What the exercise asks>
Where a line contains "Identify the location", begin there and restate word for word every line to the end of the entries below, pictures excluded.

Data provided>

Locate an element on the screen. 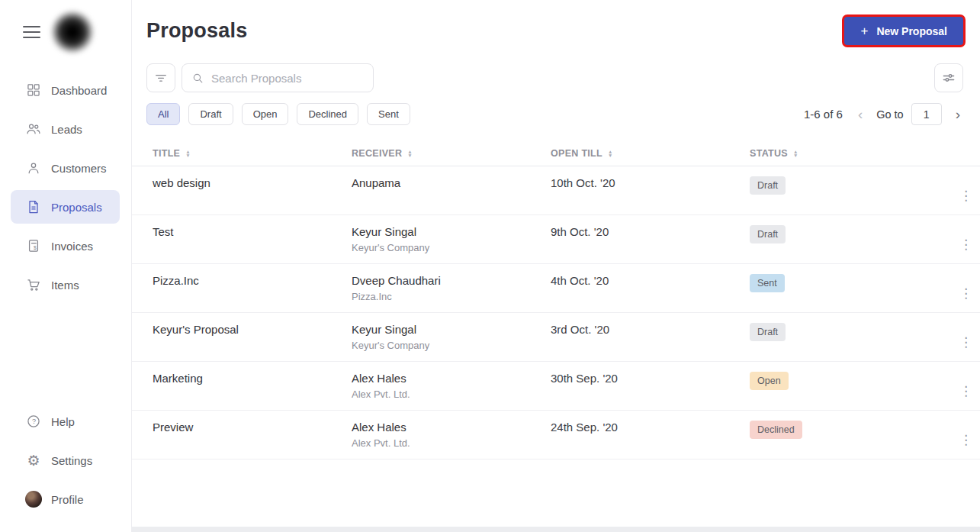 The width and height of the screenshot is (980, 532). sidebar-item-label: Items is located at coordinates (66, 285).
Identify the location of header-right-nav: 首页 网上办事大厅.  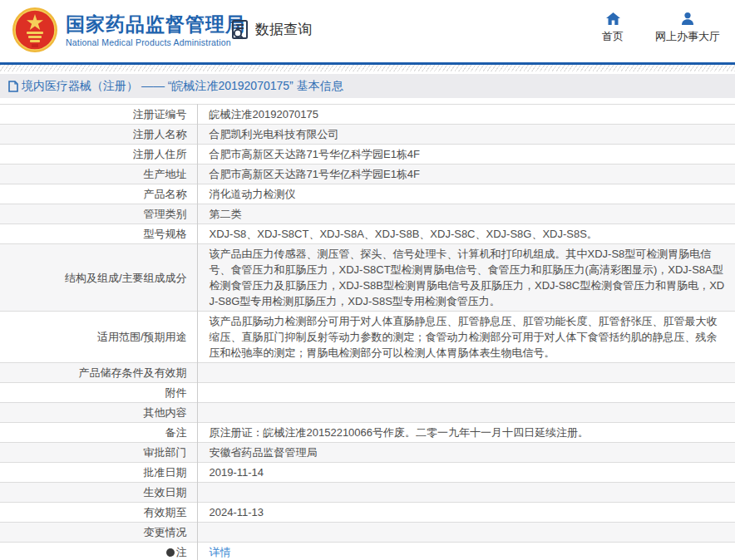
(661, 28).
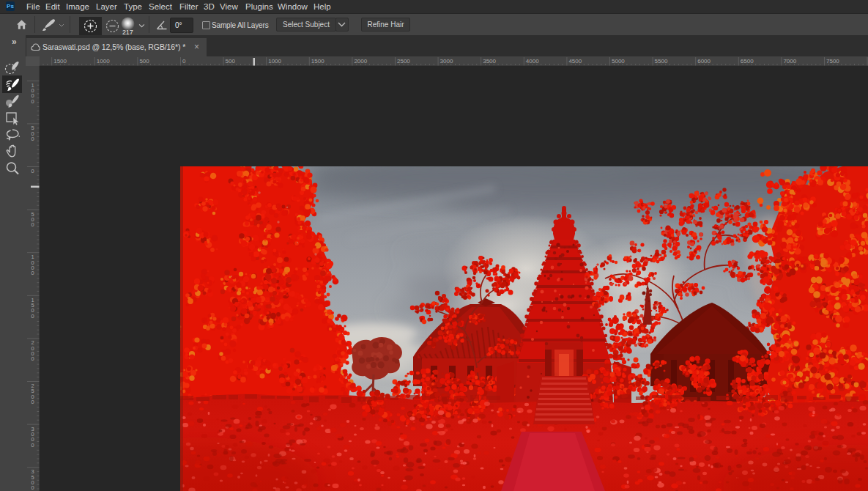 Image resolution: width=868 pixels, height=491 pixels. What do you see at coordinates (447, 62) in the screenshot?
I see `svg-text: 3000` at bounding box center [447, 62].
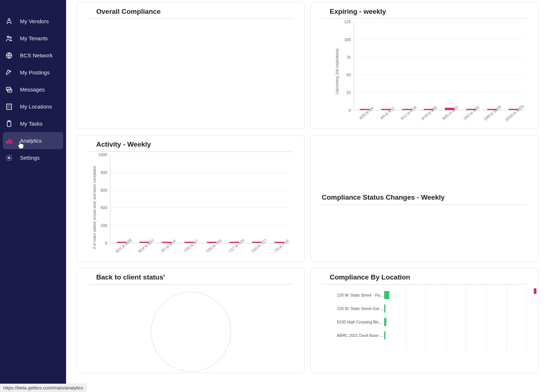 The height and width of the screenshot is (392, 549). Describe the element at coordinates (424, 13) in the screenshot. I see `card-title: Expiring - weekly` at that location.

Task response>
Identify the location of header-right-nav: 首页 网上办事大厅.  
(661, 28).
 Image resolution: width=868 pixels, height=491 pixels. What do you see at coordinates (447, 62) in the screenshot?
I see `svg-text: 3000` at bounding box center [447, 62].
 The height and width of the screenshot is (392, 549). Describe the element at coordinates (424, 13) in the screenshot. I see `card-title: Expiring - weekly` at that location.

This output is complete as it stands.